"When someone asks me about my personal relationship to God, my first spontaneous reply is a question: What do you mean by God? For decades, I have been speaking about religion with people all over the world, and I have learned one thing from this experience: the word God ought to be used with utmost caution if we want to avoid misunderstandings. On the other hand, I find far-reaching agreement among human beings, once we reach that mystical core from which all religious traditions spring. Even those who cannot identify themselves with any organized religion are often deeply rooted in mystical experiences. This is where I find my own reference point for the meaning of the term God. It needs to be anchored in that mystical awareness upon which all humans agree before they start talking about it.

"In my best, my most alive moments — in my mystical moments, if you want — I have a profound sense of belonging. At those moments, I am aware of being truly at home in this universe. I know that I am not an orphan here. There is no longer any doubt in my mind that I belong to this Earth Household, in which each member belongs to all others — bugs to beavers, black-eyed susans to black holes, quarks to quails, lightning to fireflies, humans to hyenas and humus. To say 'yes' to this limitless mutual belonging is love. When I speak of God, I mean this kind of love, this great 'yes' to belonging. I experience this love at one and the same time as God's 'yes' to all that exists (and to me personally) and as my own little 'yes' to it all. In saying this 'yes' I realize God's very life and love within myself.

"But there is more to this 'yes' of love than a sense of belonging. There is always also a deep longing. Who has not experienced in love both the longing and the belonging? Paradoxically, these two heighten each other's intensity. The more intimately we belong, the more we long to belong every more fully. Longing adds a dynamic aspect to our 'yes' of love. The fervor of our longing becomes the expression and the very measure of our belonging. Nothing is static here. Everything is in motion with a dynamism that is, moreover, deeply personal.

"Where love is genuine, belonging is always mutual. The beloved belongs to the lover, as the lover belongs to the beloved. I belong to this universe and to the divine 'Yes' that is its Source, and this belonging is also mutual. This is why I can say 'my God' — not in a possessive sense, but in the sense of a loving relatedness. Now, if my deepest belonging is mutual, could my most fervent longing be mutual, too? It must be so. Staggering though it is, what I experience as my longing for God is God's longing for me. One cannot have a personal relationship with an impersonal force. True, I must not project on God the limitations of a person; yet, the Divine Source must have all the perfections of personhood. Where else would I have gotten them?

"It makes sense, then, to speak of a personal relationship with "God. We are aware of this — dimly at least — in moments in which we are most wakeful, most alive, most truly human. And we can cultivate this relationship by cultivating wakefulness, by living our human life to the full."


◆ **PROBLEM STATEMENT**: How many lines below contain the word "entrants"? Reply solely with the number.

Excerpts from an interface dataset
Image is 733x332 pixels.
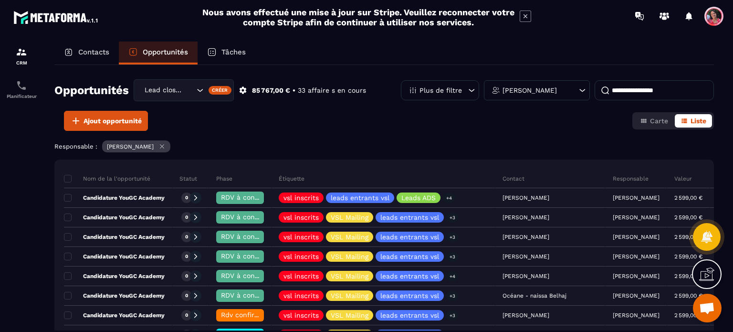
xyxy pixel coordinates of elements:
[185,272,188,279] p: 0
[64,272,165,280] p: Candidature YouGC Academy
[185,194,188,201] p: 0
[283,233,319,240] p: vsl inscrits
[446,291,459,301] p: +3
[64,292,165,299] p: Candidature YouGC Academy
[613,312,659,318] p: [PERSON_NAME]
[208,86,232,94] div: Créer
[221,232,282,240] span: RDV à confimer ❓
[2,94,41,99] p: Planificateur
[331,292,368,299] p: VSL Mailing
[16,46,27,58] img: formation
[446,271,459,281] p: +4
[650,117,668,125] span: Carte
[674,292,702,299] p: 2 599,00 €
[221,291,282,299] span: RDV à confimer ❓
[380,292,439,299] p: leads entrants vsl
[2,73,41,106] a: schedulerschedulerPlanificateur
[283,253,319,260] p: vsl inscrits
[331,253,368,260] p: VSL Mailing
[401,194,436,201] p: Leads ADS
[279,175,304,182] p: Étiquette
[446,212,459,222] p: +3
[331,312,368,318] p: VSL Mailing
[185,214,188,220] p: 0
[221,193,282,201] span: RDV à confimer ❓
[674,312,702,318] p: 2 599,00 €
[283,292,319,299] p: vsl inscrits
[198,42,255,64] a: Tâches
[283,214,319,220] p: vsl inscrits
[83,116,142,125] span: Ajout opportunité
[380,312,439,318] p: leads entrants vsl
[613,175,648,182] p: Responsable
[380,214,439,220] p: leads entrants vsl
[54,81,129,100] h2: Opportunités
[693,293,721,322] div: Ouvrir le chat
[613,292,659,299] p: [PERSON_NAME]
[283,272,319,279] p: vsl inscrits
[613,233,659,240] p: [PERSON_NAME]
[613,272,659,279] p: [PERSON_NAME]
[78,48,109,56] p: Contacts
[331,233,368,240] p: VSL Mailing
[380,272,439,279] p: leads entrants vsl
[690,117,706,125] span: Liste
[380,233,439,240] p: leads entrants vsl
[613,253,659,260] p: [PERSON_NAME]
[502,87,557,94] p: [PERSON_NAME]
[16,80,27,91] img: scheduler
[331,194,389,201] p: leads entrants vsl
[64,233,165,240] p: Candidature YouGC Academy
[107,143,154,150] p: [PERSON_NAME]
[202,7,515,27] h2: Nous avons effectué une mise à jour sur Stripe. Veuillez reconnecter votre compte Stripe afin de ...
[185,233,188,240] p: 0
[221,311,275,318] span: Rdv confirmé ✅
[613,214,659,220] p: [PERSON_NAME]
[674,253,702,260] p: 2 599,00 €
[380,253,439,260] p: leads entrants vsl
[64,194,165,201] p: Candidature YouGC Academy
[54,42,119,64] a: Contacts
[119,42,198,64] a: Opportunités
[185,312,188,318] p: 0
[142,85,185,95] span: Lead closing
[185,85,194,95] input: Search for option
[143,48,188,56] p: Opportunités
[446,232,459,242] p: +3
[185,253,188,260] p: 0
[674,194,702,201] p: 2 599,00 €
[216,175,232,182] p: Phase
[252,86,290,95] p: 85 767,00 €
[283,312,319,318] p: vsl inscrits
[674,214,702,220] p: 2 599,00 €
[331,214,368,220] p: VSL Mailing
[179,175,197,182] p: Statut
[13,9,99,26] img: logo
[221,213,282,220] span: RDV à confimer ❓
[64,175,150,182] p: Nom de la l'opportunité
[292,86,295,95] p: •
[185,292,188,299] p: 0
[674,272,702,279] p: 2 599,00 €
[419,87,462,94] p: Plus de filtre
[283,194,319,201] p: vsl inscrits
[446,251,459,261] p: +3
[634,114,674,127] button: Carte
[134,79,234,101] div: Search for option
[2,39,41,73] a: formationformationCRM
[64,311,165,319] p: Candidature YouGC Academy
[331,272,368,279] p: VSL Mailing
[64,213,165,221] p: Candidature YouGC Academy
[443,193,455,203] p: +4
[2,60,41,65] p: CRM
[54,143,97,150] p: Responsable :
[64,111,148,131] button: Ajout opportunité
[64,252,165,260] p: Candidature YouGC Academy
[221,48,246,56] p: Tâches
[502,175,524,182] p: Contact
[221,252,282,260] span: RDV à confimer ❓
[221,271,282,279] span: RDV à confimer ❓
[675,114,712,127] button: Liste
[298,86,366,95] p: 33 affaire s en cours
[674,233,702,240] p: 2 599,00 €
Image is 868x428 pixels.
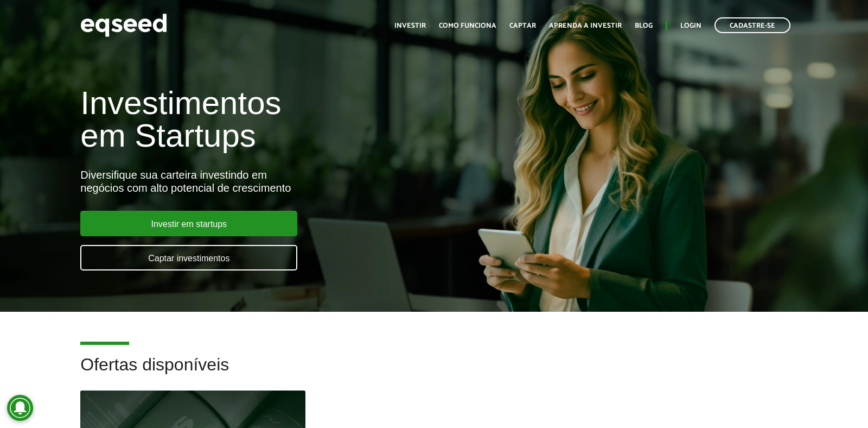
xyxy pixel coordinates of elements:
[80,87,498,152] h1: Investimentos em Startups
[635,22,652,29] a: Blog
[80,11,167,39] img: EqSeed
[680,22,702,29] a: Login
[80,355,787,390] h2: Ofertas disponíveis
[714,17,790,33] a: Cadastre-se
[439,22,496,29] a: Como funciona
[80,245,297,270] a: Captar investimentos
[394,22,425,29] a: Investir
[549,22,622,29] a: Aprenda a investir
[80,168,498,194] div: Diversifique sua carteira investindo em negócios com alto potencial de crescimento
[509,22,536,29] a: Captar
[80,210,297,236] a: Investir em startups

◆ **EXERCISE OUTPUT**: 7